Tag Archives: imaging

Microscope Types

Microscopes come in many forms.

Optical microscopes use visible light and glass lenses to image samples, and are limited to around two-thousand-times magnification and imaging samples down to 200 nanometres.

Electron microscopes use a fine beam of electrons to image samples by measuring how the beam is transmitted (or more rarely reflected) by the surface. Because the wavelength of an electron is much smaller than the wavelength of visible light, electron microscopes can magnify by ten million times and image samples down to 50 picometres (fifty trillionths of a metre). Electron microscopes use electrostatic and electromagnetic lenses to focus the electron beam and detect images with CCDs.

Scanning probe microscopes image a sample by running a physical object over the surface; the two most common types are the atomic force microscope (AFM) and the scanning tunnelling microscope (STM). Both AFM and STM can magnify by one hundred million times, and AFM produces a three-dimensional image of the sample being studied.

An AFM works by running a tiny sharp point attached to the end of a thin metal bar (a cantilever) over a surface and measuring the deflection of the cantilever. In Contact AFM the probe is in actual contact with the sample and deflection of the cantilever is measured directly. In Non-Contact AFM the probe is vibrated above the sample and changes in the vibration of the cantilever due to van der Waal’s forces between the probe and the sample are measured to create an image. Non-contact AFM has the advantage that is does not damage the AFM probe.

afm-probe-used

Used AFM probe.

A scanning tunnelling microscope makes use of a quantum mechanical effect known as quantum tunnelling. A conducting probe is brought close to the sample, and a voltage is applied between the sample and the probe. This causes electrons to “tunnel” through the vacuum between sample and probe, and this flow of electrons constitutes an electric current. As the probe is moved across the sample the current changes, and this changing current is used to create an image. STMs can only image conducting materials, so a very thin coating of a heavy metal like gold is usually applied. STMs are also more difficult to run, requiring a very good vacuum, but they can image larger areas and do so more quickly than an AFM.

STMs can also be used to move individual atoms, dragging them across a surface. IBM famously created a version of their logo by moving around thirty-five xenon atoms on a copper surface.

ibm-stm

Automatically removing foreign objects from photographs

Imagine that you’re on holiday, trying to photograph a famous landmark. There are sure to be other tourists around, messing up your photographs. But what if there were a way to automatically remove these interlopers from your photographs?

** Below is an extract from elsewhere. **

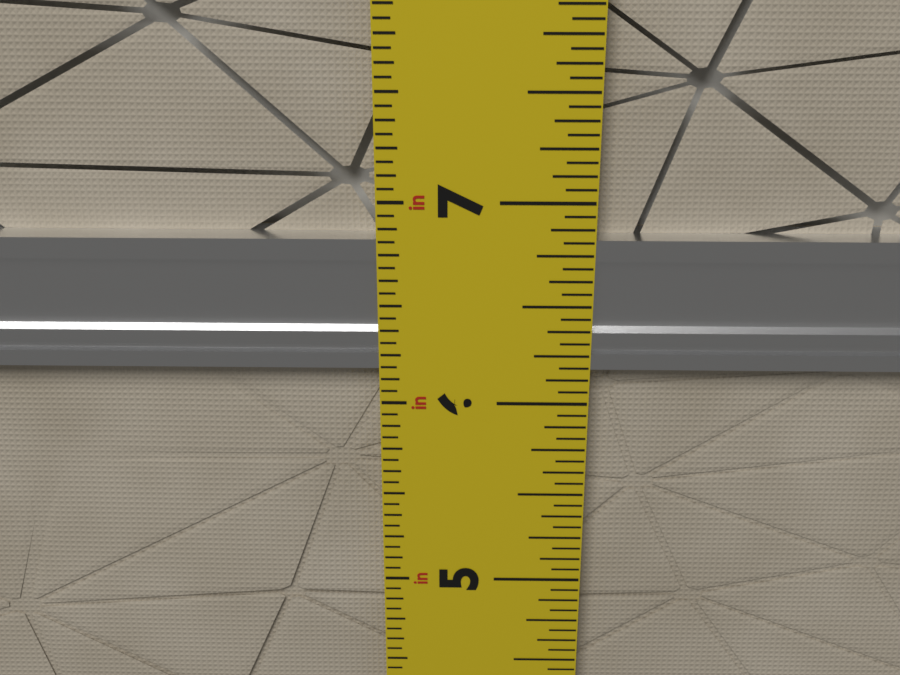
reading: 6.8125 in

Here are eight photographs of the street outside a local car park, taken from the car park’s roof. In each of the photographs there is some sort of foreign object present – either a pedestrian or a car.

IMG_6524 IMG_6525 IMG_6526 IMG_6527 IMG_6528 IMG_6529 IMG_6530 IMG_6531

Below is a copy of the image, but with all of those foreign objects removed. This isn’t the result of hours of painstaking manipulation – it’s the result of running one special filter, a median layer blend, on the collection of images.

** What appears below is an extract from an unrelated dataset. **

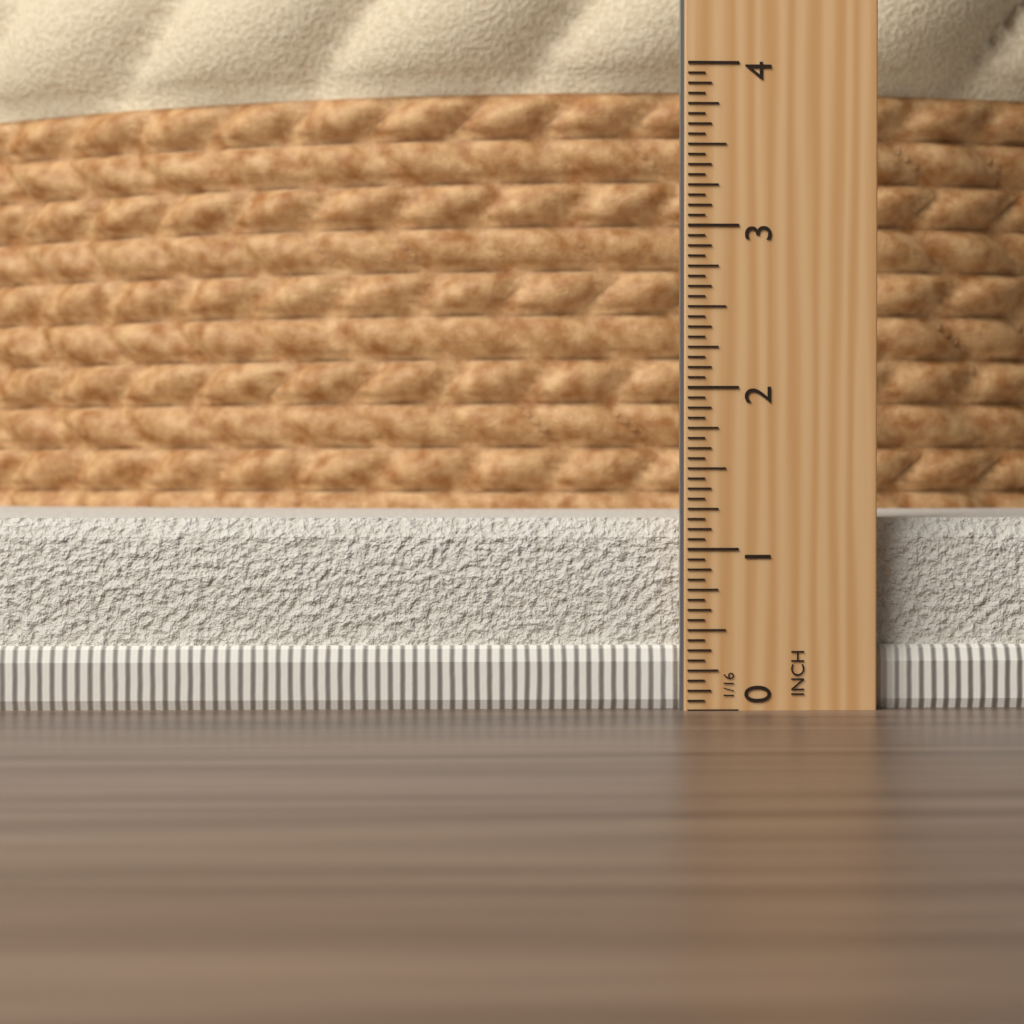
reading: 1.1875 in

blend-resultThe median layer blend works by taking the colour values for the same pixel in each photograph and then using the median value as the value used in the output image.

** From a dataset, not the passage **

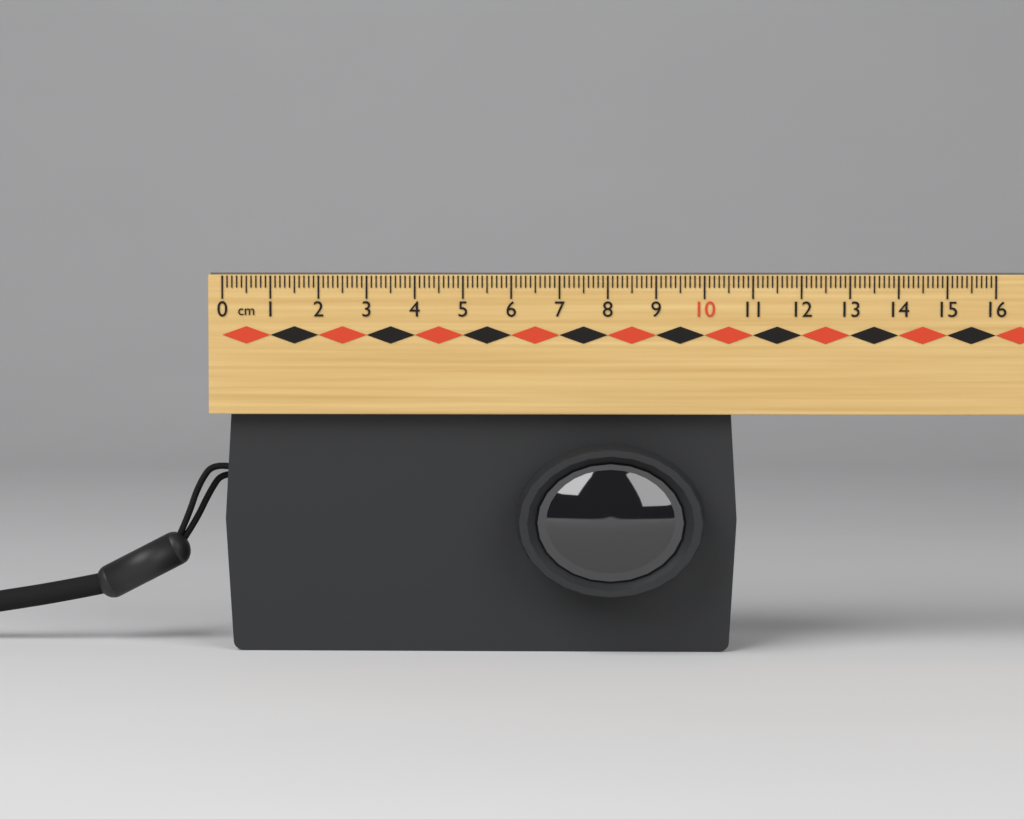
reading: 10.7 cm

For example, if the red values for the first pixel in each image were 234, 234, 197, 251, 222, 193 and 218 then the median would be 218, as it falls in the middle when they are arranged in order (193, 197, 213, 218, 222, 234, 234, 251). Because each foreign object is in a different position in each frame, the RGB values for the pixels that make them up will lie at either end of the scale, and those values will be eliminated when the median layer blend filter is applied.

It is very important that whilst taking your images that the camera remains in a fixed position; if the camera is allowed to move you end up with a blurry and oddly smooth image. The leaves in the output photograph above are slightly blurred because they were moved by the wind as the original photographs were being taken.

This technique is also very useful when taking photographs with a high ISO setting in low light. Images taken in low light are prone to noise, but because this noise is different in every image, a median layer blend filter does a very good job of removing this noise.

Here is a boring image of a London Tube network map, taken at ISO 3200 in poor light.

tube-map-original

If we look closely, the image is very noisy.

tube-map-original-closeupBut after running ten of these images through a median layer blend filter, the noise is very satisfactorily removed.

tube-map-comparison

L-R: The original noisy image and the resulting “de-noised” processed image.

I used the GIMP image processing software with the G’MIC plugin to create the images above, but I’m pretty sure similar tools are available for other packages (e.g. Photoshop).